Game intel
Mario Kart Wii
Mario Kart Wii is a multiplayer-oriented racing game for the Wii, and the sixth main installment in the Mario Kart series. Mario Kart Wii retains the tradition…
As someone who’s watched Mario Kart Wii’s speedrun scene for years, I never thought I’d see the day when a real player-hands, nerves, and all-would pull off the so-called “Superslide” glitch. For ages, this trick was the stuff of TAS (Tool-Assisted Speedrun) legend: the robotic, frame-perfect runs where a computer inputs inhumanly precise commands. So hearing that speedrunner Ejay B managed to nail this technique and crush the world record left my jaw on the floor. This isn’t just another micro-optimised lap-this is human achievement redefining what’s possible, not just for Mario Kart Wii, but for speedrunning culture as a whole.
Let’s not undersell what happened here. In the Mario Kart Wii speedrunning world, there’s always been a clear line: what humans can do, and what only TAS (with frame-perfect program input) can accomplish. The Superslide—where you hit a precise angle and manipulate game physics to catapult Mario unreal distances—was always on the latter side. For years, TAS videos would show otherworldly warp launches, with most human runners resigned to just watching and dreaming. The community consensus? Humans weren’t precise enough to thread the timing needle—until now.

Here’s what makes this story wild: unlike a typical world record chase, which involves shaving milliseconds off with tight lines, this record required relentless, mind-numbing attempts at something that, statistically, shouldn’t work for a person. Ejay B’s choice of Circuit Mario (the bland first track of the game) wasn’t about style points—it was about hunting the precise geometry and frame timing needed. After 3000 tries (seriously, who even counts anymore after 500?), he lands the glitch: launching himself into the track itself, bypassing sections of the course, and clocking a 21.212 second lap that redefined the leaderboard in a single, absurd leap.
If you’re not familiar with speedrunning jargon: TAS runs are where a computer plays the game, inputting perfect commands—no human can match those inputs… until now, apparently. Human runs are about doing the “possible,” while TAS explores theoretical limits. Often, techniques discovered by TAS leak into real runs only years down the line—if ever. Superslide was one of those]. Even as techniques get friendlier, this one became a meme for “never gonna happen in a live run.” Until this week, when Ejay B—through sheer grind—proved the meme wrong. That’s what makes this so exciting for anyone who has ever tried to break a game themselves: it’s a modern Icarus story, only this one landed and stuck the trick instead of crashing into the digital sun.

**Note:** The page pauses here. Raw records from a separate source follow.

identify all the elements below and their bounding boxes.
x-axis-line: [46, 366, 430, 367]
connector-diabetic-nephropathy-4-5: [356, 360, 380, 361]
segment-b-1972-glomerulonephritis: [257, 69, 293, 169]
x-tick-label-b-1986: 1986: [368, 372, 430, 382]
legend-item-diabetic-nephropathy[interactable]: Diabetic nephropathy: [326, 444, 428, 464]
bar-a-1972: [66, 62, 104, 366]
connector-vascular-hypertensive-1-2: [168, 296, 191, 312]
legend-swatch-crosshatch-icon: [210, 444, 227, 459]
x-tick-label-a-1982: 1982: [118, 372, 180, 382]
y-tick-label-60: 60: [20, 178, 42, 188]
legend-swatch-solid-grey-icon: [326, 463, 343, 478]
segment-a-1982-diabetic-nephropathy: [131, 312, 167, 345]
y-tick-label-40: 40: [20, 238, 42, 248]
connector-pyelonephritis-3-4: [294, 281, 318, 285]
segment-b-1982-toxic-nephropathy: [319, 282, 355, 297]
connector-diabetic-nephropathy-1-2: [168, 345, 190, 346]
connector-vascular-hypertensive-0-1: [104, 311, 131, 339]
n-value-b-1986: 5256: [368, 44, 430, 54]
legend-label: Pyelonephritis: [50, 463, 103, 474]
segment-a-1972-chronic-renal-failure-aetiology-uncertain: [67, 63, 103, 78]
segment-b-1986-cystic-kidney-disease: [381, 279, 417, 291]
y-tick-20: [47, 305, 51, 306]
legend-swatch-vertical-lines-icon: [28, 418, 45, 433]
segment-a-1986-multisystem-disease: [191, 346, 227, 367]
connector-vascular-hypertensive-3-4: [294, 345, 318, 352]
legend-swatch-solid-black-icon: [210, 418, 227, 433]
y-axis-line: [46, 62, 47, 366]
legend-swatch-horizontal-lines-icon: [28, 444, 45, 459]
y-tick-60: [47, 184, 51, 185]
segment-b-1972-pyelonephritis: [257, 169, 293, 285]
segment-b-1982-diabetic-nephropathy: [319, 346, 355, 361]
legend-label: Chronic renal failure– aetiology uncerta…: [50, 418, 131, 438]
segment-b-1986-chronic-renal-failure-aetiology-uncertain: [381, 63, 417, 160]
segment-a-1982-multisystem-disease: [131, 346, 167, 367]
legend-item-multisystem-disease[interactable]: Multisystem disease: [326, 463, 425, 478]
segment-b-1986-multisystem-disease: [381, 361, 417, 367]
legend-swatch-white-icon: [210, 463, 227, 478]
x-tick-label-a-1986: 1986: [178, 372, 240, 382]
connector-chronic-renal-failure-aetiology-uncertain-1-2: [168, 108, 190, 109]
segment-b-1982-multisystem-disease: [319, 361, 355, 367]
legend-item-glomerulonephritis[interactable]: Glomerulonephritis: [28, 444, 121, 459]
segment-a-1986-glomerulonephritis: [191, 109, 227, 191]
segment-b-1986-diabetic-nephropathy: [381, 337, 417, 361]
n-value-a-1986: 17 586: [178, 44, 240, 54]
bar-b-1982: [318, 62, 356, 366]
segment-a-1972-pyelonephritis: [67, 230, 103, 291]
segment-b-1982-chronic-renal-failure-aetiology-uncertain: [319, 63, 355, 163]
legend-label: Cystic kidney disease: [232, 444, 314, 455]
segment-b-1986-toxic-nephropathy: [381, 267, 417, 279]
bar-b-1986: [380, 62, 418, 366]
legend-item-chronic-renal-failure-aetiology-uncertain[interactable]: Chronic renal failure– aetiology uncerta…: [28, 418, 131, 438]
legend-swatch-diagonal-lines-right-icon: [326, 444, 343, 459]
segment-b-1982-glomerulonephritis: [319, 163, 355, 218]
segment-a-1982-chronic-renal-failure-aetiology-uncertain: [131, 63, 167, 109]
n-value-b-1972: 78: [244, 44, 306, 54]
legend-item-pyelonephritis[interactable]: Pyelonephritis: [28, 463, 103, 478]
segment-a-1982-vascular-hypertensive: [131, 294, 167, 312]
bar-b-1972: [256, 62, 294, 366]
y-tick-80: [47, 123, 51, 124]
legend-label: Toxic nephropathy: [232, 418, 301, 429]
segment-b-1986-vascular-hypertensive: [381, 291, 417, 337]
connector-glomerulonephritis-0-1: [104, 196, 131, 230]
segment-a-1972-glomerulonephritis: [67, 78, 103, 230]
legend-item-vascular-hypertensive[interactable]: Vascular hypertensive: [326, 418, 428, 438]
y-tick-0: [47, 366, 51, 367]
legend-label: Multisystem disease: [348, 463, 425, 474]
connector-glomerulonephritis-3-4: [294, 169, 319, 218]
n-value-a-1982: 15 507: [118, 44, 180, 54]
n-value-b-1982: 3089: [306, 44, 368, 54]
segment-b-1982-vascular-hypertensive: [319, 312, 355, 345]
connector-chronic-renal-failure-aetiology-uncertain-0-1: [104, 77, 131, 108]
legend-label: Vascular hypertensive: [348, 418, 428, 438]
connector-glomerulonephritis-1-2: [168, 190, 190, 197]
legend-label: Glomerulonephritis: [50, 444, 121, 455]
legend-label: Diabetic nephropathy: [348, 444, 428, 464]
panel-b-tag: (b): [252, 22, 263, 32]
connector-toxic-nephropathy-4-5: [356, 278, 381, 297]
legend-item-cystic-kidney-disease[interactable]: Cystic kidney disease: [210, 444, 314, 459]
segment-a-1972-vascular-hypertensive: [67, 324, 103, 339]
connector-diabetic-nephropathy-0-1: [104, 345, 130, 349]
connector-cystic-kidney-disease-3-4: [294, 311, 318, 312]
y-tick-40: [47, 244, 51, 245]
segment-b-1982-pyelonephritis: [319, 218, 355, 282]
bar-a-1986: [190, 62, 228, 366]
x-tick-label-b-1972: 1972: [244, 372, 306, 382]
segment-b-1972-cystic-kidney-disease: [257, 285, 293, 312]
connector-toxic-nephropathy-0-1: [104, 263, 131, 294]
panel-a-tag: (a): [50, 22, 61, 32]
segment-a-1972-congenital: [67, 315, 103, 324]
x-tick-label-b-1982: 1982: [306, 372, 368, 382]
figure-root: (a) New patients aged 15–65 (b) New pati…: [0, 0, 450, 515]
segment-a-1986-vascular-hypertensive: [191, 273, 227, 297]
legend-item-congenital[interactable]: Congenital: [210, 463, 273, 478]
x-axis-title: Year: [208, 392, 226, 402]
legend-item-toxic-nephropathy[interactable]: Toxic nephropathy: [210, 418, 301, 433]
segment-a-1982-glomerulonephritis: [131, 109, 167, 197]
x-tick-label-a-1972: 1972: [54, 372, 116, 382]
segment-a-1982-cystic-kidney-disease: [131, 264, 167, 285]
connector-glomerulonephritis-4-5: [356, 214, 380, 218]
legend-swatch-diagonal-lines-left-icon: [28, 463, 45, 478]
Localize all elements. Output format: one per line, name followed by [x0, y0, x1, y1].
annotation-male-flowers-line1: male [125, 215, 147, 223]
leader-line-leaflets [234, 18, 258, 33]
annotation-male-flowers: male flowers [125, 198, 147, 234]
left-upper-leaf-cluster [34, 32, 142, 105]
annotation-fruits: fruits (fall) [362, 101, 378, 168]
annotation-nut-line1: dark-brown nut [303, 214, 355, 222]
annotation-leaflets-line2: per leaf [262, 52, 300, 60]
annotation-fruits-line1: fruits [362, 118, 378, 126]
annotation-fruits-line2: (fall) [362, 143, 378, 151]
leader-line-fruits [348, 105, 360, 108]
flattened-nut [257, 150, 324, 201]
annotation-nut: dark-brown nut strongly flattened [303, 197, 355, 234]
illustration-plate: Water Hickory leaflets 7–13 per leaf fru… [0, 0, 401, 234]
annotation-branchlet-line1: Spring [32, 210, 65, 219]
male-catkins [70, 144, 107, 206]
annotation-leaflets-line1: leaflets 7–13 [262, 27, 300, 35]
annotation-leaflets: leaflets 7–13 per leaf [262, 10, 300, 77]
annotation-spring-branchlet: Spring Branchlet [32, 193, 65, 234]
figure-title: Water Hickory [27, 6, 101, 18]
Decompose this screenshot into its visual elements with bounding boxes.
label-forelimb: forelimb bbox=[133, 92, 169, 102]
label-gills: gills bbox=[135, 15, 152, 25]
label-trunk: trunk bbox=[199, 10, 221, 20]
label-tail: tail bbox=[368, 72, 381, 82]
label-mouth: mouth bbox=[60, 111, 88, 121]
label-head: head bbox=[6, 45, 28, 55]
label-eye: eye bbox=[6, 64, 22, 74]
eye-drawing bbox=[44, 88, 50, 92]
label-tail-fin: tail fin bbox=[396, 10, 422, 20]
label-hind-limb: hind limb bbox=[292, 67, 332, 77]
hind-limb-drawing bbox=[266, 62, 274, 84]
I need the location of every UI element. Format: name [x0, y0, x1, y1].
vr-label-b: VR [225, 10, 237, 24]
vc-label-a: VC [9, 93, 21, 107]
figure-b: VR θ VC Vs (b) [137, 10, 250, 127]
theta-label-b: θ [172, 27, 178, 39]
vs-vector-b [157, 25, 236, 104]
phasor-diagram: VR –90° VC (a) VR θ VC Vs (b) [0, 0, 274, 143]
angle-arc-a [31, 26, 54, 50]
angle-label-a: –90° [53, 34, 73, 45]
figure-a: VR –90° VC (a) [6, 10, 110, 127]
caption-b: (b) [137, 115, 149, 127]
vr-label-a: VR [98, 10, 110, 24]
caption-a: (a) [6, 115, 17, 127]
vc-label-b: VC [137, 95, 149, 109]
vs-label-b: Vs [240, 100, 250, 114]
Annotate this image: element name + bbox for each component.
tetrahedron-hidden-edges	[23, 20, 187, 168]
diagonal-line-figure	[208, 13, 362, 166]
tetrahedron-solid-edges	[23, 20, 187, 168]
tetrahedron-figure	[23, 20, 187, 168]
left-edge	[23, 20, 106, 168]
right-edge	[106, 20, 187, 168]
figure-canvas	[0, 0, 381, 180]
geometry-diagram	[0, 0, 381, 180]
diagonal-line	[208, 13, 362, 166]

This isn’t just a tale of digital dexterity—it’s a moment that could change how speedrunners think about “impossible” strats. Will more tools tricks cross the digital divide with enough patience? Is the measurement for human achievement just about to move again? This run also blows open the usually conservative culture around Mario Kart Wii speedruns. For years, the fastest runs stuck to reliable, everyman routes. What happens when the bar for a top lap is something most humans still can’t repeat outside of a miracle session? Do other runners spend their lives chasing the next computer-level trick, or will the scene split between ultra-glitch and “pure” categories?

Ejay B’s new Mario Kart Wii lap record isn’t just a number—it’s a shot across the bow for how we think about human limits in gaming. The lines between TAS and human achievement just got a little blurrier. For speedrunners and Mario Kart fans alike, the impossible is suddenly starting to look possible—and the grind just got realer than ever.